Why Banks are “Special”: The Short Story
No, not that kind of “special.” Though it sure is tempting…
Paul Krugman, Scott Sumner (seemingly unlikely bedfellows, but…), and most other mainstream economists want to argue that banks are not special — that there’s no reason for economists to understand and analyze their operations in detail, or incorporate those understandings in their (mental and formal) economic models.
Their essential position is that borrowers’ and lenders’ incentives and reaction functions are symmetrical, interacting opposites. (This is the very essence of the Krugman/Eggertsson 2010 patient/impatient-agents paper.)
Either:
1. Banks are transparent intermediaries between real-sector lenders (“savers”) and borrowers.
Or:
2. The machinery of market portfolio allocation (i.e. as described by Tobin) allows us to model the economy as if #1 were true. cf. Krugman/Eggertsson.
So, in Steve Randy Waldman’s words, “Everything that matters is captured by the portfolio preference of nonbanks.” We can ignore the banks.
Steve, Cullen Roche, Scott Fullwiler, and many others suggest otherwise (and at length) — that banks are special and that it is necessary to model that specialness.
I’d like to explain, in brief, why they are special:
Banks aren’t optimizing intertemporal consumption preferences. Unlike real-sector actors, when banks lend they’re not “saving.” The incentives and reaction functions of the economy’s dominant lenders are completely orthogonal to those of the economy’s borrowers.
Now you could argue (back to #2, above) that the inexorable forces of the financial markets force banks (at least in aggregate) to act as if they were optimizing intertemporal consumption preferences (for their borrowers? their shareholders? their lending officers? their directors? their creditors? their depositors?). But I think many will agree that that argument is quite a stretch.

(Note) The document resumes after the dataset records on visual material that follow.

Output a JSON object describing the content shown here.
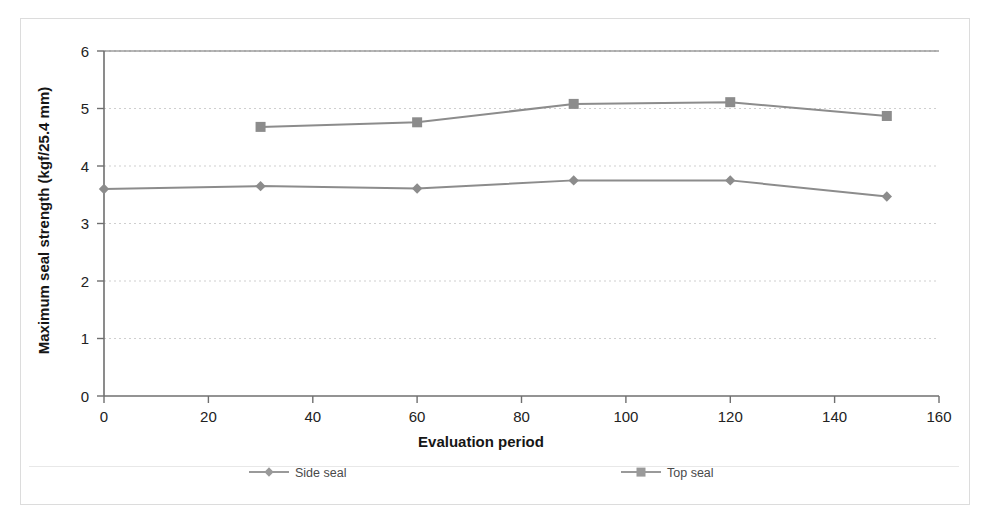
{
  "figure": {
    "border_color": "#dcdcdc",
    "background": "#ffffff"
  },
  "chart_data": {
    "type": "line",
    "title": "",
    "xlabel": "Evaluation period",
    "ylabel": "Maximum seal strength (kgf/25.4 mm)",
    "xlim": [
      0,
      160
    ],
    "ylim": [
      0,
      6
    ],
    "xticks": [
      0,
      20,
      40,
      60,
      80,
      100,
      120,
      140,
      160
    ],
    "xtick_labels": [
      "0",
      "20",
      "40",
      "60",
      "80",
      "100",
      "120",
      "140",
      "160"
    ],
    "yticks": [
      0,
      1,
      2,
      3,
      4,
      5,
      6
    ],
    "ytick_labels": [
      "0",
      "1",
      "2",
      "3",
      "4",
      "5",
      "6"
    ],
    "grid": "horizontal-dotted",
    "legend_position": "bottom",
    "series": [
      {
        "name": "Side seal",
        "marker": "diamond",
        "color": "#8c8c8c",
        "x": [
          0,
          30,
          60,
          90,
          120,
          150
        ],
        "values": [
          3.6,
          3.65,
          3.61,
          3.75,
          3.75,
          3.47
        ]
      },
      {
        "name": "Top seal",
        "marker": "square",
        "color": "#8c8c8c",
        "x": [
          30,
          60,
          90,
          120,
          150
        ],
        "values": [
          4.68,
          4.76,
          5.08,
          5.11,
          4.87
        ]
      }
    ]
  },
  "legend": {
    "items": [
      {
        "label": "Side seal",
        "marker": "diamond"
      },
      {
        "label": "Top seal",
        "marker": "square"
      }
    ]
  }
}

If economics, as I have suggested, is ultimately the study of human (individual and group) reaction functions, it seems irresponsible and misguided to ignore the incentives and reaction functions of some of the most powerful and influential actors in the economy, simply brushing them under the rug.
Mainstream theory tells us we don’t need to understand how banks work. To understand why that theory is wrong, you need understand how banks work.

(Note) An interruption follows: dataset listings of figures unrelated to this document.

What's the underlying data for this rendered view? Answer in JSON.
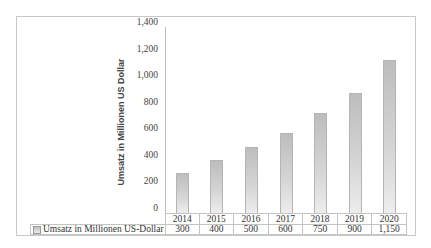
{
  "chart_data": {
    "type": "bar",
    "title": "",
    "xlabel": "",
    "ylabel": "Umsatz in Millionen US Dollar",
    "categories": [
      "2014",
      "2015",
      "2016",
      "2017",
      "2018",
      "2019",
      "2020"
    ],
    "series": [
      {
        "name": "Umsatz in Millionen US-Dollar",
        "values": [
          300,
          400,
          500,
          600,
          750,
          900,
          1150
        ],
        "value_labels": [
          "300",
          "400",
          "500",
          "600",
          "750",
          "900",
          "1,150"
        ],
        "color": "#d0d0d0"
      }
    ],
    "ylim": [
      0,
      1400
    ],
    "yticks": [
      0,
      200,
      400,
      600,
      800,
      1000,
      1200,
      1400
    ],
    "ytick_labels": [
      "0",
      "200",
      "400",
      "600",
      "800",
      "1,000",
      "1,200",
      "1,400"
    ],
    "grid": false,
    "legend_position": "data-table",
    "data_table": true
  }
}
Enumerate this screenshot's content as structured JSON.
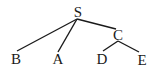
{
  "diagram": {
    "type": "tree",
    "root": "S",
    "nodes": [
      {
        "id": "S",
        "label": "S"
      },
      {
        "id": "B",
        "label": "B"
      },
      {
        "id": "A",
        "label": "A"
      },
      {
        "id": "C",
        "label": "C"
      },
      {
        "id": "D",
        "label": "D"
      },
      {
        "id": "E",
        "label": "E"
      }
    ],
    "edges": [
      {
        "from": "S",
        "to": "B"
      },
      {
        "from": "S",
        "to": "A"
      },
      {
        "from": "S",
        "to": "C"
      },
      {
        "from": "C",
        "to": "D"
      },
      {
        "from": "C",
        "to": "E"
      }
    ]
  }
}
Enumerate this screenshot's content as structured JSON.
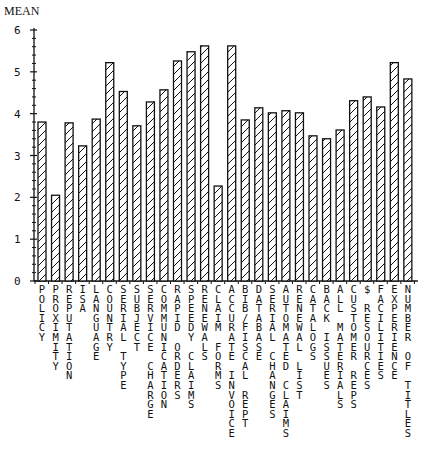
{
  "chart_data": {
    "type": "bar",
    "title": "",
    "ylabel": "MEAN",
    "xlabel": "",
    "ylim": [
      0,
      6
    ],
    "yticks": [
      0,
      1,
      2,
      3,
      4,
      5,
      6
    ],
    "minor_ticks_per_unit": 5,
    "grid": false,
    "legend": "none",
    "bar_fill": "diagonal-hatch",
    "bar_color": "#111111",
    "categories": [
      "POLICY",
      "PROXIMITY",
      "REPUTATION",
      "ISA",
      "LANGUAGE",
      "COUNTRY",
      "SERIAL TYPE",
      "SUBJECT",
      "SERVICE CHARGE",
      "COMMUNICATION",
      "RAPID ORDERS",
      "SPEEDY CLAIMS",
      "RENEWALS",
      "CLAIM FORMS",
      "ACCURATE INVOICE",
      "BIB/FISCAL REPT",
      "DATABASE",
      "SERIAL CHANGES",
      "AUTOMATED CLAIMS",
      "RENEWAL LIST",
      "CATALOGS",
      "BACK ISSUES",
      "ALL MATERIALS",
      "CUSTOMER REPS",
      "$ RESOURCES",
      "FACILITIES",
      "EXPERIENCE",
      "NUMBER OF TITLES"
    ],
    "values": [
      3.8,
      2.05,
      3.78,
      3.23,
      3.87,
      5.22,
      4.53,
      3.71,
      4.28,
      4.57,
      5.26,
      5.48,
      5.62,
      2.27,
      5.62,
      3.85,
      4.14,
      4.02,
      4.07,
      4.02,
      3.47,
      3.4,
      3.61,
      4.31,
      4.4,
      4.16,
      5.22,
      4.83
    ]
  }
}
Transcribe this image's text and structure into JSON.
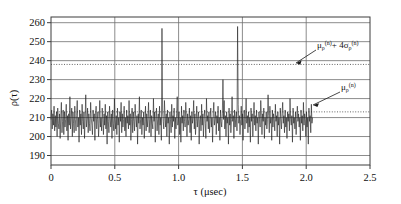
{
  "chart_data": {
    "type": "line",
    "title": "",
    "subtitle": "",
    "xlabel": "τ (μsec)",
    "ylabel": "ρ(τ)",
    "xlim": [
      0,
      2.5
    ],
    "ylim": [
      185,
      263
    ],
    "xticks": [
      0,
      0.5,
      1.0,
      1.5,
      2.0,
      2.5
    ],
    "xtick_labels": [
      "0",
      "0.5",
      "1.0",
      "1.5",
      "2.0",
      "2.5"
    ],
    "yticks": [
      190,
      200,
      210,
      220,
      230,
      240,
      250,
      260
    ],
    "ytick_labels": [
      "190",
      "200",
      "210",
      "220",
      "230",
      "240",
      "250",
      "260"
    ],
    "grid": true,
    "grid_axis": "both",
    "legend": "none",
    "series": [
      {
        "name": "rho_tau",
        "style": "solid",
        "color": "#222222",
        "x_start": 0.0,
        "x_end": 2.05,
        "baseline": 209.5,
        "noise_amplitude": 9.0,
        "n_points": 430,
        "values": [
          209,
          214,
          204,
          212,
          206,
          216,
          203,
          211,
          205,
          213,
          200,
          215,
          207,
          204,
          212,
          199,
          210,
          218,
          202,
          208,
          214,
          201,
          213,
          205,
          209,
          217,
          203,
          211,
          198,
          212,
          206,
          221,
          204,
          210,
          215,
          200,
          213,
          207,
          202,
          216,
          209,
          203,
          211,
          219,
          205,
          210,
          197,
          214,
          206,
          212,
          201,
          217,
          208,
          204,
          213,
          199,
          210,
          222,
          205,
          209,
          215,
          202,
          212,
          207,
          203,
          218,
          210,
          206,
          201,
          214,
          208,
          212,
          198,
          211,
          216,
          204,
          209,
          213,
          200,
          207,
          219,
          205,
          210,
          203,
          215,
          209,
          201,
          212,
          206,
          217,
          204,
          211,
          196,
          213,
          208,
          202,
          216,
          210,
          205,
          212,
          199,
          214,
          207,
          203,
          220,
          209,
          204,
          211,
          201,
          215,
          206,
          210,
          197,
          213,
          208,
          218,
          202,
          212,
          205,
          209,
          216,
          203,
          210,
          200,
          214,
          207,
          211,
          204,
          219,
          206,
          212,
          198,
          209,
          215,
          202,
          213,
          208,
          203,
          217,
          210,
          205,
          211,
          196,
          212,
          207,
          221,
          204,
          209,
          214,
          201,
          210,
          206,
          213,
          199,
          208,
          216,
          203,
          212,
          205,
          210,
          218,
          202,
          209,
          214,
          200,
          211,
          207,
          204,
          220,
          208,
          213,
          197,
          210,
          215,
          203,
          209,
          212,
          201,
          216,
          206,
          210,
          198,
          257,
          213,
          208,
          204,
          219,
          211,
          205,
          212,
          200,
          214,
          207,
          210,
          196,
          213,
          209,
          202,
          217,
          205,
          211,
          208,
          215,
          199,
          210,
          204,
          212,
          221,
          206,
          209,
          213,
          201,
          210,
          197,
          216,
          207,
          211,
          203,
          214,
          208,
          205,
          218,
          210,
          200,
          212,
          206,
          209,
          215,
          202,
          211,
          198,
          213,
          207,
          210,
          219,
          204,
          212,
          201,
          208,
          216,
          205,
          210,
          213,
          196,
          209,
          211,
          203,
          217,
          206,
          212,
          200,
          210,
          214,
          207,
          199,
          220,
          208,
          211,
          204,
          213,
          202,
          209,
          215,
          205,
          210,
          197,
          212,
          218,
          206,
          209,
          213,
          201,
          211,
          207,
          216,
          203,
          210,
          198,
          214,
          208,
          205,
          212,
          230,
          209,
          219,
          204,
          211,
          200,
          213,
          207,
          210,
          196,
          215,
          206,
          212,
          202,
          209,
          221,
          208,
          211,
          199,
          214,
          205,
          210,
          213,
          203,
          258,
          217,
          207,
          211,
          201,
          209,
          216,
          206,
          212,
          198,
          210,
          214,
          204,
          209,
          220,
          207,
          211,
          202,
          213,
          205,
          210,
          197,
          215,
          208,
          212,
          200,
          209,
          218,
          206,
          211,
          203,
          214,
          207,
          210,
          196,
          213,
          209,
          205,
          219,
          211,
          201,
          212,
          208,
          215,
          199,
          210,
          206,
          213,
          204,
          209,
          222,
          211,
          202,
          216,
          207,
          210,
          198,
          214,
          205,
          212,
          209,
          203,
          217,
          208,
          211,
          200,
          213,
          206,
          210,
          196,
          215,
          209,
          204,
          212,
          218,
          207,
          211,
          202,
          214,
          205,
          210,
          199,
          213,
          208,
          212,
          203,
          220,
          209,
          206,
          211,
          197,
          215,
          207,
          210,
          204,
          213,
          201,
          209,
          216,
          208,
          212,
          205,
          210,
          198,
          214,
          207,
          211,
          203,
          218,
          206,
          212,
          209,
          200,
          213,
          205,
          210,
          196,
          215,
          208,
          211,
          202,
          217,
          207,
          210
        ]
      }
    ],
    "reference_lines": [
      {
        "name": "mu-plus-4-sigma",
        "value": 238,
        "style": "dotted",
        "orientation": "horizontal",
        "label": "μρ(n) + 4σρ(n)"
      },
      {
        "name": "mu",
        "value": 213,
        "style": "dotted",
        "orientation": "horizontal",
        "label": "μρ(n)"
      }
    ],
    "annotations": [
      {
        "name": "threshold-annotation",
        "base": "μ",
        "base_sub": "ρ",
        "base_sup": "(n)",
        "operator": "+ 4",
        "second": "σ",
        "second_sub": "ρ",
        "second_sup": "(n)",
        "text": "μρ(n) + 4σρ(n)",
        "points_to": "mu-plus-4-sigma"
      },
      {
        "name": "mean-annotation",
        "base": "μ",
        "base_sub": "ρ",
        "base_sup": "(n)",
        "operator": "",
        "second": "",
        "second_sub": "",
        "second_sup": "",
        "text": "μρ(n)",
        "points_to": "mu"
      }
    ],
    "peaks": [
      {
        "tau": 0.74,
        "value": 257
      },
      {
        "tau": 1.51,
        "value": 258
      },
      {
        "tau": 1.36,
        "value": 230
      },
      {
        "tau": 0.13,
        "value": 226
      },
      {
        "tau": 0.5,
        "value": 222
      },
      {
        "tau": 1.44,
        "value": 222
      }
    ]
  },
  "figure": {
    "frame_color": "#3d3d3d",
    "grid_color": "#6e6e6e",
    "trace_color": "#222222",
    "background": "#ffffff"
  }
}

Cross-posted at Asymptosis.
You use a generic term, “banks”. Is that because Glass-Steagal is no more?
Does this mean that when I – not a bank, though I have met people who are banks – lend money, I am saving? I always considered it spending, buying an asset with a future value stream, ideally included the return of my principal. I always figured saving was lending money to the government since both money and treasury debt seem to be signed by the same people.
Steve: what distinguishes “banks” from other financial intermediaries is that (some of) their liabilities are used as media of exchange.
In other words: if banks are special, it must be because the MOE is a special good.
Money has two essential (i.e defining) functions: Medium of Exchange and Medium/Unit of Account. (forget store of value, because almost every durable good can do that.)
If you want to argue that banks are ‘special”, you need to believe that it is the MOE function of money that is macroeconomically important.
I believe the MOE function of money is macroeconomically important. Do you?